One reason for the shortfall is that richer countries have been able to elbow Covax out of the vaccine marketplace, making it difficult to obtain sufficient doses. Absurdly, having pushed Covax aside to get to the front of the vaccine queue, many rich countries have subsequently bought vaccines for themselves through the scheme, despite its diminished stock. Britain, Canada, Australia, New Zealand, South Korea, Saudi Arabia and Qatar have all acquired hundreds of thousands of doses of Covax vaccines. It’s scandalously selfish, but barely acknowledged.

Until recently, except for one or two hotspots, African nations have had relatively low numbers of infections and deaths, though that may reflect poor data collection rather than the reality of Covid on the continent. Now, though, things are changing rapidly.

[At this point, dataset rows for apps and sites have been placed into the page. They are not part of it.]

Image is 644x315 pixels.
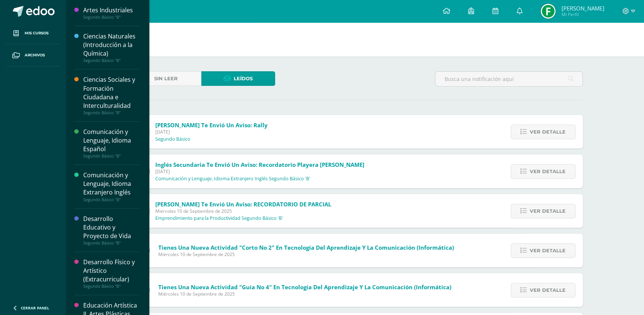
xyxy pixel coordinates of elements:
span: Tienes una nueva actividad "Corto No 2" En Tecnología del Aprendizaje y la Comunicación (Informát... [158,244,454,252]
div: Desarrollo Educativo y Proyecto de Vida [83,215,140,241]
span: Leídos [234,72,253,86]
div: Ciencias Naturales (Introducción a la Química) [83,32,140,58]
div: Comunicación y Lenguaje, Idioma Español [83,128,140,153]
span: [PERSON_NAME] te envió un aviso: RECORDATORIO DE PARCIAL [156,200,331,208]
a: Comunicación y Lenguaje, Idioma Extranjero InglésSegundo Básico "B" [83,171,140,202]
span: Miércoles 10 de Septiembre de 2025 [156,208,331,215]
span: Cerrar panel [21,306,50,311]
span: Miércoles 10 de Septiembre de 2025 [158,291,451,297]
span: Archivos [24,52,45,58]
input: Busca una notificación aquí [435,72,583,86]
a: Ciencias Naturales (Introducción a la Química)Segundo Básico "B" [83,32,140,63]
div: Segundo Básico "B" [83,110,140,115]
span: Ver detalle [530,165,566,179]
a: Desarrollo Educativo y Proyecto de VidaSegundo Básico "B" [83,215,140,246]
a: Mis cursos [6,23,60,45]
p: Comunicación y Lenguaje, Idioma Extranjero Inglés Segundo Básico 'B' [156,176,311,182]
img: d75a0d7f342e31b277280e3f59aba681.png [540,3,556,19]
span: [DATE] [156,129,268,136]
span: Ver detalle [530,125,566,139]
span: Ver detalle [530,284,566,297]
div: Segundo Básico "B" [83,14,140,20]
div: Desarrollo Físico y Artístico (Extracurricular) [83,259,140,284]
a: Comunicación y Lenguaje, Idioma EspañolSegundo Básico "B" [83,128,140,159]
span: Ver detalle [530,244,566,258]
p: Segundo Básico [156,136,190,142]
div: Segundo Básico "B" [83,241,140,246]
div: Comunicación y Lenguaje, Idioma Extranjero Inglés [83,171,140,197]
div: Artes Industriales [83,6,140,14]
span: Inglés Secundaria te envió un aviso: Recordatorio Playera [PERSON_NAME] [156,161,365,168]
span: Sin leer [154,72,178,86]
span: [DATE] [156,168,365,175]
span: Mis cursos [24,30,49,36]
span: Ver detalle [530,205,566,218]
span: Mi Perfil [562,11,604,18]
p: Emprendimiento para la Productividad Segundo Básico 'B' [156,216,283,222]
span: [PERSON_NAME] [562,4,604,12]
a: Leídos [201,72,275,86]
span: [PERSON_NAME] te envió un aviso: Rally [156,121,268,129]
a: Ciencias Sociales y Formación Ciudadana e InterculturalidadSegundo Básico "B" [83,76,140,115]
a: Artes IndustrialesSegundo Básico "B" [83,6,140,20]
div: Segundo Básico "B" [83,58,140,63]
span: Miércoles 10 de Septiembre de 2025 [158,252,454,258]
a: Sin leer [127,72,201,86]
div: Segundo Básico "B" [83,153,140,159]
div: Segundo Básico "B" [83,284,140,289]
span: Tienes una nueva actividad "Guia No 4" En Tecnología del Aprendizaje y la Comunicación (Informática) [158,284,451,291]
a: Archivos [6,45,60,67]
div: Segundo Básico "B" [83,197,140,202]
div: Ciencias Sociales y Formación Ciudadana e Interculturalidad [83,76,140,109]
a: Desarrollo Físico y Artístico (Extracurricular)Segundo Básico "B" [83,259,140,289]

Even as the Delta variant has been largely brought under control in Europe, vaccination weakening the link between infections, illness and hospitalisation, it is ripping through much of sub-Saharan Africa.

The majority of the British population are double-jabbed. Nevertheless, some hospitals are facing considerable pressure. So imagine what it must be like in a country such as the Democratic Republic of the Congo or Tanzania, in which fewer than half of 1% of the population are vaccinated, and in which the health infrastructure was barely functioning even before the pandemic. To add to the pressure, Covid has reduced the capacity of such countries to deal with other endemic diseases. One study suggested that deaths due to HIV, tuberculosis and malaria could, over the next five years, increase by 10%, 20% and 36% respectively, compared with what might have been the case without the Covid crisis.

A man receives a dose of the AstraZeneca vaccine in Kimana, Kenya. Photograph: Brian Inganga/AP

Beyond the immediate impact on health services lies the longer-term impact on post-pandemic economic recovery. The IMF has warned of “a worsening two-track recovery, driven by dramatic differences in vaccine availability”. Not only will the poor suffer from Covid, they will suffer even more from slowness of recovery from Covid.

Perhaps most insidiously, Covid policies are likely to reinforce the physical segregation of the world. Already, rich nations live as if in gated communities, within Fortress Europe, Fortress Britain, Fortress Australia, all designed to keep out those from poorer nations, whether migrants or refugees. “Offshoring” – the insistence that irregular migrants and asylum seekers should be processed not in the place of arrival but in a third country – is now common practice in the west. The US is treating even Afghan refugees in this fashion.

In the post-pandemic world, defined by vaccine passports and quarantines, such policies will become more entrenched still. Last week, Greek police fined irregular migrants €5,000 the moment they stepped off their boats for failing to have taken a Covid test before arrival. It was an absurd move, designed more to frighten and humiliate than to enforce Covid policy. After an outcry, the police backtracked. Nevertheless, it provided a glimpse of the coming world, in which fears of Covid may become a further excuse to enforce harsh, discriminatory immigration policies.

From TB to Aids, there is a long history of the authorities using anxieties about disease as a form of immigration control to keep out the unwelcome. In a world segregated between the vaccinated rich and the unvaccinated poor, many non-western countries may find themselves on a “red list” in more ways than one.

There are reasons of self-interest, too, for trying to ensure global vaccination. Large unvaccinated populations create greater scope for new variants to emerge, variants that might render existing vaccines less effective, and so leave even inoculated populations more vulnerable. Selfishness is not just harmful to other people, it may not even be in one’s own self-interest.

Inequality helped define the pandemic. It is likely to define even more the post-pandemic world. And it will do so because of deliberate “I’m all right, Jack” decisions taken by politicians in the rich world.